Great efforts are being made to filter out any “malignant content and thoughts” inside the Mainland Port Area of Hong Kong’s West Kowloon express rail terminus by Mainland police and customs officers.
This follows Sunday’s commencement of cross-border bullet-train services on the Guangzhou-Shenzhen-Hong Kong Express Rail Link, which turns an hour-long trip from downtown Hong Kong to the neighboring city of Shenzhen into a 20-minute hop.
It has been reported that mainland officers have been told to ramp up their checks on passengers and goods to stem the inflow of personnel and information that may pose a threat to the nation.
An earlier instruction from Beijing asked frontline officers to be on high alert to fend off any infiltration now that millions of people cross the country’s borders on any given day.







The Ming Pao Daily said on Tuesday that one of its reporters was stopped by mainland customs officers and led to a room for questioning while clearing his immigration and mainland entry procedures.
The Ming Pao reporter was interrogated by two officers for about 30 minutes, who even checked the footage on his video camera and asked if the newspaper’s coverage of the express rail link to China was “positive in nature.”
The reporter was then told to sign a declaration form for his equipment before he was eventually allowed to board a Shenzhen-bound train.
The form listed a whole plethora of prohibited items, including any photo, video clip, book, leaflet or other publication that could endanger China’s political, social or economic safety.
Hong Kong’s Apple Daily, known for its pro-democracy editorial stance, also reported that its reporters were followed while covering the rail link’s inauguration ceremony in Shenzhen.
The paper’s photographers were told by unidentified officers at Shenzhen’s Futian Station that they must apply for permission to carry out their work in the mainland.
On Tuesday afternoon, an Asia Times reporter also looked inside West Kowloon’s waiting area where a handcuffed man was being escorted by plainclothes officers to board a Futian-bound train. The officers did not respond to questions about their identity.

One of the major concerns of Hong Kong’s pan-democratic bloc is that the “co-location” arrangement – to lease a big chunk of Hong Kong’s own territory inside the West Kowloon Terminus for the occupation of mainland Chinese law enforcers – will undermine the rights and freedoms of the city’s residents.
Their misgivings are that a Hongkonger might run afoul of the rigid Chinese laws regarding national security or anti-espionage and be arrested by mainland officers inside the massive terminus even though they are not on the mainland.
They say having Chinese police officers stationed in the heart of Hong Kong blurs the boundary between Hong Kong and mainland China.
Read more: China police set up shop in heart of HK’s express rail link

A lot of insinuation, lack of sustance. On the subject of infiltration, 120 million chinese go oversea each year. They all return home. To say they fear western propaganda is beyond comprehension. It shows the ignorance and cynicism of the writer. As if the chinese are so easily influenced by western ideals.
Follow around by shadows? You must be a foreign agents.
Security on the train. Who can complaint? We all want to arrive safely, don’t we?
Chinese security in Hong Kong. The writer forgot Hong Kong is China’s territory, not an independent state. Wake up to the facts.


Task objective = The entries below need to be transcribed exactly, without their images.

Figure collection entries:
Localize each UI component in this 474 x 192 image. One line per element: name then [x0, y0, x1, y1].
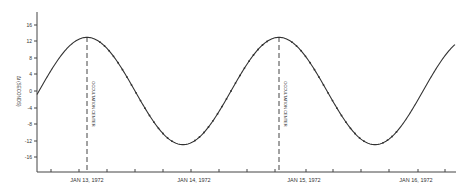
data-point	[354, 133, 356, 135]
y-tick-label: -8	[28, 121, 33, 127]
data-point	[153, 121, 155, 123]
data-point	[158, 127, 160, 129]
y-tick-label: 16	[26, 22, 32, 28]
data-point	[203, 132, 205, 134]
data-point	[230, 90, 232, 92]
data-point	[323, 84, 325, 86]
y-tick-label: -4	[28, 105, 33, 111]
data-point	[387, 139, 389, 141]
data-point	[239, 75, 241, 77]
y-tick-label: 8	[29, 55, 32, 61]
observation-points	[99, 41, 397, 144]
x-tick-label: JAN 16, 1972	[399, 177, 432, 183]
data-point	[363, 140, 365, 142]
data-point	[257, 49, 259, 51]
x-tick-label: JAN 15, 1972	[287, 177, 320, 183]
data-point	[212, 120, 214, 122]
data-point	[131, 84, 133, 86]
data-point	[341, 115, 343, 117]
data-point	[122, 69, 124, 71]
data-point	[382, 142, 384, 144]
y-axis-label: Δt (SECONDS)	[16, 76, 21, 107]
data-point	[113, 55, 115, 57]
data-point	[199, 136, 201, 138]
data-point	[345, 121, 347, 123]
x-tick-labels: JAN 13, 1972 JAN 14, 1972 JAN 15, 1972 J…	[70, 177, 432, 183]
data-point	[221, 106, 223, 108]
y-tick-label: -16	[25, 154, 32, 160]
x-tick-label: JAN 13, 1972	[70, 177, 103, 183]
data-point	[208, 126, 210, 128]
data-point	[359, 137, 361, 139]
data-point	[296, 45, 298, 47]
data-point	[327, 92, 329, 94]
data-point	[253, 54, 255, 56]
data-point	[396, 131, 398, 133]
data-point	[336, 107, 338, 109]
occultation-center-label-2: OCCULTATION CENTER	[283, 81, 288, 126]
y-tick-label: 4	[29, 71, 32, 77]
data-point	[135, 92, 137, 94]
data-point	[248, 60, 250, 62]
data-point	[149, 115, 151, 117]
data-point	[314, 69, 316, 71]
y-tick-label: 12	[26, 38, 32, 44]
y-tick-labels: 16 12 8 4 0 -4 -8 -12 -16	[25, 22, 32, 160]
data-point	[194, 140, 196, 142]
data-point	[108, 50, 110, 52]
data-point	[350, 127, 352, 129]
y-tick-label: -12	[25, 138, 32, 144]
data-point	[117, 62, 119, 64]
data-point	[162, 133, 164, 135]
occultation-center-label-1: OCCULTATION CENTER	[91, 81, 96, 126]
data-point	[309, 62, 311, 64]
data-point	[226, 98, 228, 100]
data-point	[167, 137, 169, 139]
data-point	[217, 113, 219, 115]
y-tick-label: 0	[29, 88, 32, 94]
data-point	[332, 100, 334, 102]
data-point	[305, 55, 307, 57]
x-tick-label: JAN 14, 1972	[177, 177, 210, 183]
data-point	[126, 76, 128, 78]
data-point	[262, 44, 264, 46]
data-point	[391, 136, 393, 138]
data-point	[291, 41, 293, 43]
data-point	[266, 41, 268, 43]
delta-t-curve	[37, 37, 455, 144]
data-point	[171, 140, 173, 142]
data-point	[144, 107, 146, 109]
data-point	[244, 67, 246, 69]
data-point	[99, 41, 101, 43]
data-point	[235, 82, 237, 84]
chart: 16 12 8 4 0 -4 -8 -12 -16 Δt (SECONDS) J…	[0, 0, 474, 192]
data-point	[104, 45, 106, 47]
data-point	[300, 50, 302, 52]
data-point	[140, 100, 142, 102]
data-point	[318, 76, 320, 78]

Written answer =
Localize each UI component in this 474 x 192 image. One line per element: name then [x0, y0, x1, y1].
data-point	[354, 133, 356, 135]
y-tick-label: -8	[28, 121, 33, 127]
data-point	[153, 121, 155, 123]
data-point	[158, 127, 160, 129]
y-tick-label: 16	[26, 22, 32, 28]
data-point	[203, 132, 205, 134]
data-point	[230, 90, 232, 92]
data-point	[323, 84, 325, 86]
y-tick-label: -4	[28, 105, 33, 111]
data-point	[387, 139, 389, 141]
data-point	[239, 75, 241, 77]
y-tick-label: 8	[29, 55, 32, 61]
observation-points	[99, 41, 397, 144]
x-tick-label: JAN 16, 1972	[399, 177, 432, 183]
data-point	[363, 140, 365, 142]
data-point	[257, 49, 259, 51]
x-tick-label: JAN 15, 1972	[287, 177, 320, 183]
data-point	[212, 120, 214, 122]
data-point	[131, 84, 133, 86]
data-point	[341, 115, 343, 117]
data-point	[122, 69, 124, 71]
data-point	[382, 142, 384, 144]
y-axis-label: Δt (SECONDS)	[16, 76, 21, 107]
data-point	[113, 55, 115, 57]
data-point	[199, 136, 201, 138]
data-point	[345, 121, 347, 123]
x-tick-labels: JAN 13, 1972 JAN 14, 1972 JAN 15, 1972 J…	[70, 177, 432, 183]
data-point	[221, 106, 223, 108]
y-tick-label: -16	[25, 154, 32, 160]
x-tick-label: JAN 13, 1972	[70, 177, 103, 183]
data-point	[208, 126, 210, 128]
data-point	[359, 137, 361, 139]
data-point	[296, 45, 298, 47]
data-point	[327, 92, 329, 94]
data-point	[253, 54, 255, 56]
data-point	[396, 131, 398, 133]
data-point	[336, 107, 338, 109]
occultation-center-label-2: OCCULTATION CENTER	[283, 81, 288, 126]
y-tick-label: 4	[29, 71, 32, 77]
data-point	[135, 92, 137, 94]
data-point	[248, 60, 250, 62]
data-point	[149, 115, 151, 117]
data-point	[314, 69, 316, 71]
y-tick-label: 12	[26, 38, 32, 44]
y-tick-labels: 16 12 8 4 0 -4 -8 -12 -16	[25, 22, 32, 160]
data-point	[194, 140, 196, 142]
data-point	[108, 50, 110, 52]
data-point	[350, 127, 352, 129]
y-tick-label: -12	[25, 138, 32, 144]
data-point	[117, 62, 119, 64]
data-point	[162, 133, 164, 135]
occultation-center-label-1: OCCULTATION CENTER	[91, 81, 96, 126]
data-point	[309, 62, 311, 64]
data-point	[226, 98, 228, 100]
data-point	[167, 137, 169, 139]
data-point	[217, 113, 219, 115]
y-tick-label: 0	[29, 88, 32, 94]
data-point	[332, 100, 334, 102]
data-point	[305, 55, 307, 57]
x-tick-label: JAN 14, 1972	[177, 177, 210, 183]
data-point	[126, 76, 128, 78]
data-point	[262, 44, 264, 46]
data-point	[391, 136, 393, 138]
data-point	[291, 41, 293, 43]
data-point	[266, 41, 268, 43]
delta-t-curve	[37, 37, 455, 144]
data-point	[171, 140, 173, 142]
data-point	[144, 107, 146, 109]
data-point	[244, 67, 246, 69]
data-point	[99, 41, 101, 43]
data-point	[235, 82, 237, 84]
chart: 16 12 8 4 0 -4 -8 -12 -16 Δt (SECONDS) J…	[0, 0, 474, 192]
data-point	[104, 45, 106, 47]
data-point	[300, 50, 302, 52]
data-point	[140, 100, 142, 102]
data-point	[318, 76, 320, 78]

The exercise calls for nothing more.